How the hell did you get to your diagnosis of MAV???

Ella

Hi Ella,

Great question! It took me YEARS to work out I was a migraineur. And now that I know what this is and what sets it off, I have made my mother aware that she too has this but to a much lesser degree. She’s 75 and only now got the message. Previously she never quite understood why she had off days with head pressure, tired eyes, sporadic and fleeting depression etc, etc.

I only worked it out as the evidence piled up. When I was first presented with this as a cause for my misery I thought there was simply no way. On the Healthboards I skipped MAV posts for years thinking it was some weird freak illness that one in a million had. So how did I work it out?

  1. Adam and Hannah both were highly suspect of my case and it was Adam who really nailed it for me. I was, for the longest time, thinking I had uncompensated VN problems … and that each attack was a decompensation event.

  2. I started seeing clear patterns of foods and showers (head sensitivity) producing nasty neck pain and thus headaches.

  3. It explained why Cipramil kept me well and why I slipped back into it all when I stopped taking it (Cipramil is Baloh’s favourite anti-migraine med).

  4. The clincher was a BPPV attack that hit after someone put a bunch of products on my face. That night I had a severe headache and disorientation from it. In the morning I rolled over in bed and had a full blown BPPV attack. A day later I found a newly released paper on the epidemiology of BPPV. The incidence of idiopathic BPPV was found to be 3X higher in migraineurs – far more than any other cause.

  5. With all of the above and my history pre VN, Prof Halmagyi here in Sydney agreed I had MAV.

As soon as I realised all of this and began eliminating triggers, everything improved in a very big way.

Best … Scott

It took 11 years. Like Scott, when I was researching on the computer, I skipped every MAV post because i didn’t have migraine headaches. Every doctor I saw until recently had never heard of chronic dizziness that wasn’t anxiety, or a chronic rocking feeling. I finally found a post about someone who had the rocking sensation and read that this sensation was typical of MAV. I read more about MAV, the waxing and waning of symptoms, that you can have tinnitus and ear fullness, that it comes and goes throughout your life, the “mini-spins” that a lot seem to have and it was my a ha moment. Then I started getting headaches every day. I still went through 4 doctors until I found one that knew about MAV. It has been a long road!

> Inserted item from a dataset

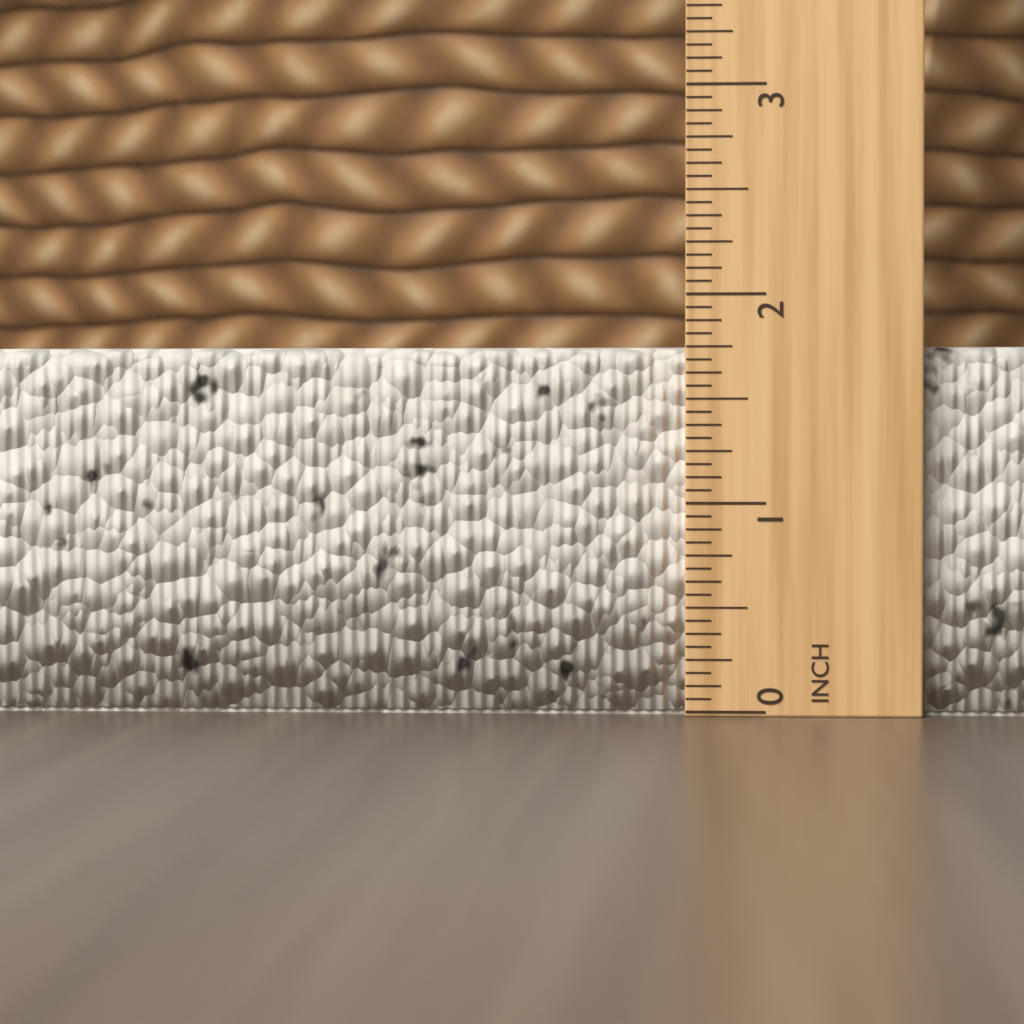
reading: 1.7500 in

I was diagnosed by Dr. Hain in Chicago, who specializes in dizziness. Honestly, I didn’t believe him, because I was like “migraine…but I don’t get headaches!” He unfortunately didn’t really explain it to me very well, about how you can have MAV without headaches, so I still felt lost after seeing him. It wasn’t until much later, when I connected some other symptoms I have (especially flourescent light sensitivity) to migraine, and saw other people’s stories online, that I finally realized I really did have MAV.

Hi Ella,

It took about 10 years! Well, actually 10 years ago a bunch of doctors were telling me it was migraine but my migraines had always run exactly the same course and this all felt so different and went on for so long I didn’t believe it. I then had various other diagnoses - virus, BPPV, VN etc and suspicion of various other nasties (eg MS) before eventually getting from Dr Halmagyi in Sydney ‘cycle of migraine’. By then I had found about this site and asked ‘is it migraine associated vertigo?’ and he said “yes”. Good to finally have a name for it!